Now it’s even closer. Gone from the Crystal Method’s darkly grinding new Tweekend creation are the surgically cut snare snaps, to be replaced by bold bass lines and raging guitar riffs. It’s an altogether nastier blast, putting them closer to the caustic crunch of KoRn and Limp Bizkit than to anything the Crystal Method bounced out before.

“We didn’t go straight into the studio after doing shows with Limp Bizkit and Green Day thinking, “We’ve got to make a rock record.’ The only concept we had was that we wanted it to be bigger and better than our Vegas album.”

“A few years ago, there was all this hype about electronic music being the next big thing. Maybe Tweekend is our unconscious response to all those ridiculous statements about the guitar being dead. I grew up playing the guitar, and I still love that sound.”

Yet despite the cameos by Rage Against the Machine guitarist Tom Morello, Stone Temple Pilot’s shouter Scott Weiland and Beck’s scratch specialist, DJ Swamp, the Method men won’t cop to cozying up to the rap-rock crowd.

“Through playing the shows we did, we got to meet artists like Rage Against the Machine who turned out to be fans of our music. When the opportunity came up to work with Tom Morello, we weren’t going to pass it up.

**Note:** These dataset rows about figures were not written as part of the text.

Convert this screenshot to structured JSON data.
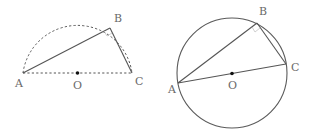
{
  "figures": [
    {
      "id": "semicircle-figure",
      "description": "Semicircle on diameter AC with center O; point B on the arc; triangle ABC",
      "labels": {
        "A": "A",
        "B": "B",
        "C": "C",
        "O": "O"
      },
      "styles": {
        "arc": "dashed",
        "diameter": "dashed",
        "chords": "solid"
      }
    },
    {
      "id": "circle-figure",
      "description": "Full circle with center O; AC is a diameter; B on the circle; triangle ABC inscribed",
      "labels": {
        "A": "A",
        "B": "B",
        "C": "C",
        "O": "O"
      },
      "styles": {
        "circle": "solid",
        "diameter": "solid",
        "chords": "solid"
      }
    }
  ],
  "colors": {
    "stroke": "#555555",
    "label": "#6a6a6a",
    "center_point": "#111111",
    "background": "#ffffff"
  }
}
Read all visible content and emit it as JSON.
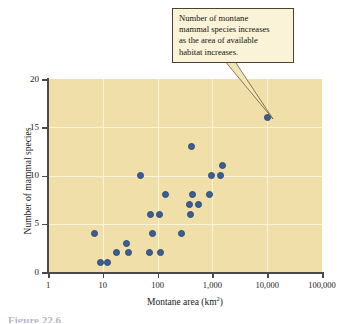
{
  "figure": {
    "background": "#ffffff",
    "panel_color": "#f0dfa8",
    "dot_color": "#3b5f94",
    "callout_color": "#fbf3d8",
    "caption_fragment": "Figure 22.6"
  },
  "callout": {
    "lines": [
      "Number of montane",
      "mammal species increases",
      "as the area of available",
      "habitat increases."
    ],
    "full_text": "Number of montane mammal species increases as the area of available habitat increases."
  },
  "axes": {
    "x_title_main": "Montane area (km",
    "x_title_sup": "2",
    "x_title_close": ")",
    "y_title": "Number of mammal species",
    "x_tick_labels": [
      "1",
      "10",
      "100",
      "1,000",
      "10,000",
      "100,000"
    ],
    "y_tick_labels": [
      "0",
      "5",
      "10",
      "15",
      "20"
    ]
  },
  "chart_data": {
    "type": "scatter",
    "title": "",
    "xlabel": "Montane area (km2)",
    "ylabel": "Number of mammal species",
    "xscale": "log",
    "yscale": "linear",
    "xlim": [
      1,
      100000
    ],
    "ylim": [
      0,
      20
    ],
    "xticks": [
      1,
      10,
      100,
      1000,
      10000,
      100000
    ],
    "xticklabels": [
      "1",
      "10",
      "100",
      "1,000",
      "10,000",
      "100,000"
    ],
    "yticks": [
      0,
      5,
      10,
      15,
      20
    ],
    "yticklabels": [
      "0",
      "5",
      "10",
      "15",
      "20"
    ],
    "grid": "horizontal-and-vertical-white",
    "legend": "none",
    "annotations": [
      {
        "text": "Number of montane mammal species increases as the area of available habitat increases.",
        "points_to": [
          10000,
          16
        ]
      }
    ],
    "points": [
      {
        "x": 7,
        "y": 4
      },
      {
        "x": 9,
        "y": 1
      },
      {
        "x": 12,
        "y": 1
      },
      {
        "x": 18,
        "y": 2
      },
      {
        "x": 27,
        "y": 3
      },
      {
        "x": 29,
        "y": 2
      },
      {
        "x": 48,
        "y": 10
      },
      {
        "x": 70,
        "y": 2
      },
      {
        "x": 75,
        "y": 6
      },
      {
        "x": 80,
        "y": 4
      },
      {
        "x": 110,
        "y": 6
      },
      {
        "x": 115,
        "y": 2
      },
      {
        "x": 140,
        "y": 8
      },
      {
        "x": 270,
        "y": 4
      },
      {
        "x": 380,
        "y": 7
      },
      {
        "x": 390,
        "y": 6
      },
      {
        "x": 420,
        "y": 13
      },
      {
        "x": 430,
        "y": 8
      },
      {
        "x": 560,
        "y": 7
      },
      {
        "x": 900,
        "y": 8
      },
      {
        "x": 950,
        "y": 10
      },
      {
        "x": 1400,
        "y": 10
      },
      {
        "x": 1500,
        "y": 11
      },
      {
        "x": 10000,
        "y": 16
      }
    ]
  }
}
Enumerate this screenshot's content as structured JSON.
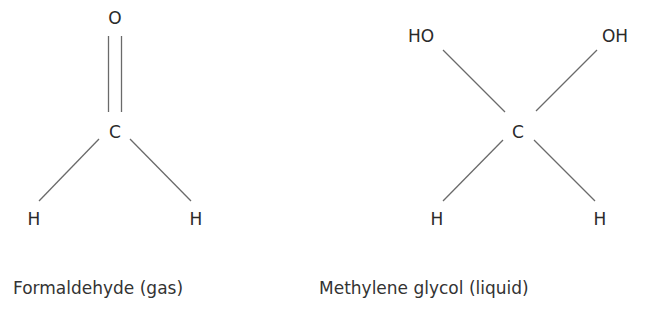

“His guitar sound and technique are so unique, once we did some tracks with him we found other places where guitar parts seemed to fit. It didn’t occur to us that if we had guitar on one track we shouldn’t use it on another. We just go with whatever feels right.”

There’s more to Tweekend than just guitars. What’s being overlooked in the discussions of the Crystal Method’s rock redirection is that they’ve also found the funk along the way. You can hear it in the structure of their beats, but it’s also there in the analog keyboards that wind up being the most intriguing aspect of the album.

Check the Wurlitzer gurgle on Over The Line or the siren squeal they squeezed from an old Yamaha TS40-M at the end of Roll It Up, which incidentally also features some B4 synth ooze from Toronto’s Byron Wong of My Brilliant Beast.

“We spent a lot of time in the studio tweaking things. Every couple of days we’d bring a different synth and play around with the knobs to see what we could get out of it, because, unlike modern equipment, each one of those old machines has its own special character.

“When I mentioned that our plan was to do something “bigger and better,’ I should’ve said “funkier,’ too.

“For the past two years, I’ve been spending lots of money at this online music retailer called Dusty Groove (www.dustygroove.com) buying compilations of rare funk records. It’s amazing how many incredible records were made during the late 60s and early 70s that you’ve never heard before.

“I could pick 1o of those records at random and know for sure that I’d like at least five. There’s no way that would happen if I bought 10 current releases at a regular music store.”